This cool new subway installation turns transit data into art at Fulton Center
Briefly

This cool new subway installation turns transit data into art at Fulton Center
"Every time a New Yorker steps onto the subway, it's not just a ride from point A to point B. It's also a data point. And it's also a story. A transfixing new art installation by designer Giorgia Lupi now tells those stories on 52 digital screens playing at the top of each hour inside Lower Manhattan's Fulton Transit Center. Rendered in black and white, the animation called A Data Love Letter to the Subway illustrates the visual poetry of the infrastructure that keeps the city moving."
"I wanted to turn the trains we ride every day into living characters, revealing the hidden choreography and small connections we share underground," she tells Time Out. "It's a reminder that even the most familiar system can hold wonder if you look at it differently; it's about seeing the subway, and our daily journeys, with a bit more poetry and wonder."
An installation titled A Data Love Letter to the Subway plays on 52 digital screens at Lower Manhattan's Fulton Transit Center, animating subway data in black-and-white.
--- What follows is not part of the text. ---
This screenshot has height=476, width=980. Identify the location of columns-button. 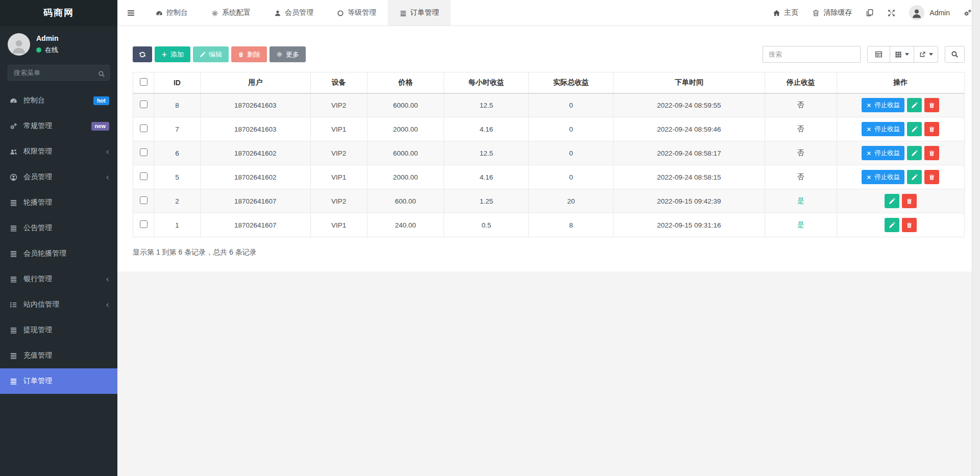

The animation maps train lines as black lines with colorful dots indicating individual trains, distinguishing time underground versus in sunlight and tracing shared routes like the A and C lines before divergence. The artwork anthropomorphizes trains and shows passenger interactions and missed connections, framing everyday transit as choreography and shared journeys. The installation draws on MTA data including each line's age, length, and path, and runs at the top of each hour to reveal the city's interconnected stories.